Abraham Lincoln, the Tribute of the Synagogue

Capa
Emanuel Hertz
Bloch Publishing Company, 1927 - 682 páginas
 

Palavras e frases frequentes

Passagens conhecidas

Página 309 - Now we are engaged in a great civil war testing whether that nation or any nation so conceived and so dedicated can long endure. We are met on a great battlefield of that war. We have come to dedicate a portion of that field as a final resting-place for those who here gave their lives that that nation might live.
Página 300 - If I could save the Union without freeing any slave, I would do it ; if I could save it by freeing all the slaves, I would do it ; and if I could save it by freeing some and leaving others alone, I would also do that. What I do about slavery and the colored race, I do because I believe it helps to save the Union : and what I forbear, I forbear because I do not believe it would help to save the Union.
Página 270 - In my opinion, it will not cease until a crisis shall have been reached and passed. 'A house divided against itself cannot stand.' I believe this government cannot endure permanently half slave and half free. I do not expect the Union to be dissolved. I do not expect the house to fall, but I do expect it will cease to be divided.
Página 296 - Our progress in degeneracy appears to me to be pretty rapid. As a nation we began by declaring that "all men are created equal." We now practically read it "all men are created equal, except negroes.
Página 528 - Finding themselves safely at home, it would be utterly immaterial whether they had ever been abroad. Let us all join in doing the acts necessary to restoring the proper practical relations between these States and the Union, and each forever after innocently indulge his own opinion whether in doing the acts he brought the States from without into the Union, or only gave them proper assistance, they never having been out of it.
Página 290 - Let every man remember that to violate the law is to trample on the blood of his father, and to tear the charter of his own and his children's liberty.
Página 414 - Let reverence for the laws be breathed by every American mother to the lisping babe that prattles on her lap; let it be taught in schools, in seminaries, and in colleges; let it be written in primers, spelling books, and in almanacs; let it be preached from the pulpit, proclaimed in legislative halls, and enforced in courts of justice. And, in short, let it become the political religion of the nation...
Página 478 - Tis of the wave and not the rock; Tis but the flapping of the sail, And not a rent made by the gale! In spite of rock and tempest's roar, In spite of false lights on the shore, Sail on, nor fear to breast the sea! Our hearts, our hopes, are all with thee...
Página 311 - The color of the ground was in him, the red earth ; The tang and odor of the primal things : The rectitude and patience of the rocks ; The gladness of the wind that shakes the corn ; The courage of the bird that dares the sea ; The justice of the rain that loves all leaves ; The pity of the snow that hides all scars...
Página 298 - Let us have faith that right makes might, and in that faith let us to the end dare to do our duty as we understand it.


**WORK ORDER**
Give every entry again, exactly.
(EXERCISE DATA)
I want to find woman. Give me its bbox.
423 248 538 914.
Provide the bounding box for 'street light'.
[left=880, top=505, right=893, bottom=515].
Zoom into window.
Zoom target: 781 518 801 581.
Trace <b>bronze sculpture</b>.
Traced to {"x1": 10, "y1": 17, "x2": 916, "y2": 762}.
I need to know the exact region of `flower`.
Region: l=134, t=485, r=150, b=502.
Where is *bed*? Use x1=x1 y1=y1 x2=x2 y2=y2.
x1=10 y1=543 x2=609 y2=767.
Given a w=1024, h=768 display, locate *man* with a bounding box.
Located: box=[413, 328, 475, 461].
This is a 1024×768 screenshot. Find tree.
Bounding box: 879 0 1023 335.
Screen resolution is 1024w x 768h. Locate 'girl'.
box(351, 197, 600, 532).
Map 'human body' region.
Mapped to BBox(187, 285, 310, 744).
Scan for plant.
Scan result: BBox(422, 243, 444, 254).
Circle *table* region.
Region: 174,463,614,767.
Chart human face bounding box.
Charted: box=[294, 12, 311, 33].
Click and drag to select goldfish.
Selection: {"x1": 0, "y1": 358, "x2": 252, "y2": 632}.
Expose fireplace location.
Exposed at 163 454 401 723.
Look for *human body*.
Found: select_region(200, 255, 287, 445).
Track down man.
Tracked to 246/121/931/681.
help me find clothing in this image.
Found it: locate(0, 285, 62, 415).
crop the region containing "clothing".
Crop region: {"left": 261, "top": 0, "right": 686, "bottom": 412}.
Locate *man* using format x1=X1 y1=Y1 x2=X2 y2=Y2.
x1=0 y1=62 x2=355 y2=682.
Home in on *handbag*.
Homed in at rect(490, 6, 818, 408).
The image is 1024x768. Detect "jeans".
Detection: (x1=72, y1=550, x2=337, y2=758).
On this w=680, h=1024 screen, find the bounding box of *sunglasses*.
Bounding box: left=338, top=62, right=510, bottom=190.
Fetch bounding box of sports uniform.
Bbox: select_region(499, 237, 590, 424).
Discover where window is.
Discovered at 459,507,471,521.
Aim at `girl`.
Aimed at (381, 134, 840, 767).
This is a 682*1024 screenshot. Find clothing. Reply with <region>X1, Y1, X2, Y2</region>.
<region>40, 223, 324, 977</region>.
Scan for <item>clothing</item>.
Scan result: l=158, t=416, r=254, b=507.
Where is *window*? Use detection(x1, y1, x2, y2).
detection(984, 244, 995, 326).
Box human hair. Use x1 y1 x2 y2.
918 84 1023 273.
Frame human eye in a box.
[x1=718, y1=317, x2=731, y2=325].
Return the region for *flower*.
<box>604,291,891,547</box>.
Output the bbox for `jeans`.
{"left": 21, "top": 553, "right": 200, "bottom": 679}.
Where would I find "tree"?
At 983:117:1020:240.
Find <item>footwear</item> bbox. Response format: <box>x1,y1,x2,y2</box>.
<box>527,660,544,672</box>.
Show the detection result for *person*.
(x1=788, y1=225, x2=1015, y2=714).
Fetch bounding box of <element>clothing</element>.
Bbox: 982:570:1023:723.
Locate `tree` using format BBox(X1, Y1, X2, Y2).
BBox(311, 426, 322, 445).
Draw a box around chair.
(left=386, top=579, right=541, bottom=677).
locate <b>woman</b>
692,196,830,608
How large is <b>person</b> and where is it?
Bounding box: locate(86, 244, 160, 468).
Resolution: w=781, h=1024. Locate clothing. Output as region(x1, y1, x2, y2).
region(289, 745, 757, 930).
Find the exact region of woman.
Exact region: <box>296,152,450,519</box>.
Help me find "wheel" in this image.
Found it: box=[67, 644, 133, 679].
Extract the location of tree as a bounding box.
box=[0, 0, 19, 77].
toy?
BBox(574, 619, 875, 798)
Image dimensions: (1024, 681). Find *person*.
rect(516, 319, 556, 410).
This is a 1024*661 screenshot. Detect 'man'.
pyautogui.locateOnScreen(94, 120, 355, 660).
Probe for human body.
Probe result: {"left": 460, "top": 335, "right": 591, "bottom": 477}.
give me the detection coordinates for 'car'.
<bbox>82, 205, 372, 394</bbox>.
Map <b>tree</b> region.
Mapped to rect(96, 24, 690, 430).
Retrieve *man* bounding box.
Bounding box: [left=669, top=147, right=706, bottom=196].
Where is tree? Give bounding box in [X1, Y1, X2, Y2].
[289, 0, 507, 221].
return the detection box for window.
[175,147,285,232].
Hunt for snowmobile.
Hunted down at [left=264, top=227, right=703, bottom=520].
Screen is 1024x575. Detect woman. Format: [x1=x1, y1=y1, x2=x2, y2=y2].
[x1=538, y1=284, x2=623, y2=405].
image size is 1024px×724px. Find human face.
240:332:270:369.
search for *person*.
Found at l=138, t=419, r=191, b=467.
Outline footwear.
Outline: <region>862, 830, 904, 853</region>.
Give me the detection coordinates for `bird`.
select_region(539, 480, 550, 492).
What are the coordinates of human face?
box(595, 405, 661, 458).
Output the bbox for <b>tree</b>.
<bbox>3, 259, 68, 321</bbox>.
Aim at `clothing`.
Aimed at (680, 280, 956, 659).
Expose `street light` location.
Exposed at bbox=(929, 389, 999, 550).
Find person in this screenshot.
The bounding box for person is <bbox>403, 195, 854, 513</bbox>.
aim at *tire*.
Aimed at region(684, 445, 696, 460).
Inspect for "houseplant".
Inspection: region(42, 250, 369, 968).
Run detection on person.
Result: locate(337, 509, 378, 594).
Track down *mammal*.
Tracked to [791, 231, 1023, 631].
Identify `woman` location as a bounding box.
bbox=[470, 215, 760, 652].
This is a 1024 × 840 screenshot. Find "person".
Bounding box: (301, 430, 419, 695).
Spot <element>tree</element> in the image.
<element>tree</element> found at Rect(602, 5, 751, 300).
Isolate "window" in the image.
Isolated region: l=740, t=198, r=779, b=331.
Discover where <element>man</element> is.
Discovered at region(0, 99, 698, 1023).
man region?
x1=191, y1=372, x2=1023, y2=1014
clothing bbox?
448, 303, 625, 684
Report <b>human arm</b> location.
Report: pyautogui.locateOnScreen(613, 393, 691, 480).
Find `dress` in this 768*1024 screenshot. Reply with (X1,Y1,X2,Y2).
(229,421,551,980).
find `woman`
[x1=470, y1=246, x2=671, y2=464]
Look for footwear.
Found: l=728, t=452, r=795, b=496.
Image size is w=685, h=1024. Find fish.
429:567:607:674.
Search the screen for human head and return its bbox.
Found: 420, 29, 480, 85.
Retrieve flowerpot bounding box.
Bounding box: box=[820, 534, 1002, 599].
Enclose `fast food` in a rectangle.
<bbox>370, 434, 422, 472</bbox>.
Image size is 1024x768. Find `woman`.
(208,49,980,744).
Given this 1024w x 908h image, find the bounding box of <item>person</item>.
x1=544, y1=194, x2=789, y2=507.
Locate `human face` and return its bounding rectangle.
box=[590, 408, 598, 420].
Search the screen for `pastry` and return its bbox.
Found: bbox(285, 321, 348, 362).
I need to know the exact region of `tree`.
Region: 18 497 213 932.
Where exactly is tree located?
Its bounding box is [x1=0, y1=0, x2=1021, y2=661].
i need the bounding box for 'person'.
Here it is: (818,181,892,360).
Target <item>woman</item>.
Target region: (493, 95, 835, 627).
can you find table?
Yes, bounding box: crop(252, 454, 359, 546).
(End EXERCISE DATA)
**EXERCISE SOLUTION**
I want to find woman. Give me its bbox.
423 248 538 914.
Provide the bounding box for 'street light'.
[left=880, top=505, right=893, bottom=515].
Zoom into window.
Zoom target: 781 518 801 581.
Trace <b>bronze sculpture</b>.
Traced to {"x1": 10, "y1": 17, "x2": 916, "y2": 762}.
I need to know the exact region of `flower`.
Region: l=134, t=485, r=150, b=502.
Where is *bed*? Use x1=x1 y1=y1 x2=x2 y2=y2.
x1=10 y1=543 x2=609 y2=767.
Given a w=1024, h=768 display, locate *man* with a bounding box.
Located: box=[413, 328, 475, 461].
This is a 1024×768 screenshot. Find tree.
Bounding box: 879 0 1023 335.
Screen resolution is 1024w x 768h. Locate 'girl'.
box(351, 197, 600, 532).
Map 'human body' region.
Mapped to BBox(187, 285, 310, 744).
Scan for plant.
Scan result: BBox(422, 243, 444, 254).
Circle *table* region.
Region: 174,463,614,767.
Chart human face bounding box.
Charted: box=[294, 12, 311, 33].
Click and drag to select goldfish.
Selection: {"x1": 0, "y1": 358, "x2": 252, "y2": 632}.
Expose fireplace location.
Exposed at 163 454 401 723.
Look for *human body*.
Found: select_region(200, 255, 287, 445).
Track down man.
Tracked to 246/121/931/681.
help me find clothing in this image.
Found it: locate(0, 285, 62, 415).
crop the region containing "clothing".
Crop region: {"left": 261, "top": 0, "right": 686, "bottom": 412}.
Locate *man* using format x1=X1 y1=Y1 x2=X2 y2=Y2.
x1=0 y1=62 x2=355 y2=682.
Home in on *handbag*.
Homed in at rect(490, 6, 818, 408).
The image is 1024x768. Detect "jeans".
Detection: (x1=72, y1=550, x2=337, y2=758).
On this w=680, h=1024 screen, find the bounding box of *sunglasses*.
Bounding box: left=338, top=62, right=510, bottom=190.
Fetch bounding box of sports uniform.
Bbox: select_region(499, 237, 590, 424).
Discover where window is.
Discovered at 459,507,471,521.
Aim at `girl`.
Aimed at (381, 134, 840, 767).
This is a 682*1024 screenshot. Find clothing. Reply with <region>X1, Y1, X2, Y2</region>.
<region>40, 223, 324, 977</region>.
Scan for <item>clothing</item>.
Scan result: l=158, t=416, r=254, b=507.
Where is *window*? Use detection(x1, y1, x2, y2).
detection(984, 244, 995, 326).
Box human hair. Use x1 y1 x2 y2.
918 84 1023 273.
Frame human eye in a box.
[x1=718, y1=317, x2=731, y2=325].
Return the region for *flower*.
<box>604,291,891,547</box>.
Output the bbox for `jeans`.
{"left": 21, "top": 553, "right": 200, "bottom": 679}.
Where would I find "tree"?
At 983:117:1020:240.
Find <item>footwear</item> bbox. Response format: <box>x1,y1,x2,y2</box>.
<box>527,660,544,672</box>.
Show the detection result for *person*.
(x1=788, y1=225, x2=1015, y2=714).
Fetch bounding box of <element>clothing</element>.
Bbox: 982:570:1023:723.
Locate `tree` using format BBox(X1, Y1, X2, Y2).
BBox(311, 426, 322, 445).
Draw a box around chair.
(left=386, top=579, right=541, bottom=677).
locate <b>woman</b>
692,196,830,608
How large is <b>person</b> and where is it?
Bounding box: locate(86, 244, 160, 468).
Resolution: w=781, h=1024. Locate clothing. Output as region(x1, y1, x2, y2).
region(289, 745, 757, 930).
Find the exact region of woman.
Exact region: <box>296,152,450,519</box>.
Help me find "wheel" in this image.
Found it: box=[67, 644, 133, 679].
Extract the location of tree as a bounding box.
box=[0, 0, 19, 77].
toy?
BBox(574, 619, 875, 798)
Image dimensions: (1024, 681). Find *person*.
rect(516, 319, 556, 410).
This is a 1024*661 screenshot. Detect 'man'.
pyautogui.locateOnScreen(94, 120, 355, 660).
Probe for human body.
Probe result: {"left": 460, "top": 335, "right": 591, "bottom": 477}.
give me the detection coordinates for 'car'.
<bbox>82, 205, 372, 394</bbox>.
Map <b>tree</b> region.
Mapped to rect(96, 24, 690, 430).
Retrieve *man* bounding box.
Bounding box: [left=669, top=147, right=706, bottom=196].
Where is tree? Give bounding box in [X1, Y1, X2, Y2].
[289, 0, 507, 221].
return the detection box for window.
[175,147,285,232].
Hunt for snowmobile.
Hunted down at [left=264, top=227, right=703, bottom=520].
Screen is 1024x575. Detect woman. Format: [x1=x1, y1=y1, x2=x2, y2=y2].
[x1=538, y1=284, x2=623, y2=405].
image size is 1024px×724px. Find human face.
240:332:270:369.
search for *person*.
Found at l=138, t=419, r=191, b=467.
Outline footwear.
Outline: <region>862, 830, 904, 853</region>.
Give me the detection coordinates for `bird`.
select_region(539, 480, 550, 492).
What are the coordinates of human face?
box(595, 405, 661, 458).
Output the bbox for <b>tree</b>.
<bbox>3, 259, 68, 321</bbox>.
Aim at `clothing`.
Aimed at (680, 280, 956, 659).
Expose `street light` location.
Exposed at bbox=(929, 389, 999, 550).
Find person in this screenshot.
The bounding box for person is <bbox>403, 195, 854, 513</bbox>.
aim at *tire*.
Aimed at region(684, 445, 696, 460).
Inspect for "houseplant".
Inspection: region(42, 250, 369, 968).
Run detection on person.
Result: locate(337, 509, 378, 594).
Track down *mammal*.
Tracked to [791, 231, 1023, 631].
Identify `woman` location as a bounding box.
bbox=[470, 215, 760, 652].
This is a 1024 × 840 screenshot. Find "person".
Bounding box: (301, 430, 419, 695).
Spot <element>tree</element> in the image.
<element>tree</element> found at Rect(602, 5, 751, 300).
Isolate "window" in the image.
Isolated region: l=740, t=198, r=779, b=331.
Discover where <element>man</element> is.
Discovered at region(0, 99, 698, 1023).
man region?
x1=191, y1=372, x2=1023, y2=1014
clothing bbox?
448, 303, 625, 684
Report <b>human arm</b> location.
Report: pyautogui.locateOnScreen(613, 393, 691, 480).
Find `dress` in this 768*1024 screenshot. Reply with (X1,Y1,X2,Y2).
(229,421,551,980).
find `woman`
[x1=470, y1=246, x2=671, y2=464]
Look for footwear.
Found: l=728, t=452, r=795, b=496.
Image size is w=685, h=1024. Find fish.
429:567:607:674.
Search the screen for human head and return its bbox.
Found: 420, 29, 480, 85.
Retrieve flowerpot bounding box.
Bounding box: box=[820, 534, 1002, 599].
Enclose `fast food` in a rectangle.
<bbox>370, 434, 422, 472</bbox>.
Image size is 1024x768. Find `woman`.
(208,49,980,744).
Given this 1024w x 908h image, find the bounding box of <item>person</item>.
x1=544, y1=194, x2=789, y2=507.
Locate `human face` and return its bounding rectangle.
box=[590, 408, 598, 420].
Search the screen for `pastry` and return its bbox.
Found: bbox(285, 321, 348, 362).
I need to know the exact region of `tree`.
Region: 18 497 213 932.
Where exactly is tree located?
Its bounding box is [x1=0, y1=0, x2=1021, y2=661].
i need the bounding box for 'person'.
Here it is: (818,181,892,360).
Target <item>woman</item>.
Target region: (493, 95, 835, 627).
can you find table?
Yes, bounding box: crop(252, 454, 359, 546).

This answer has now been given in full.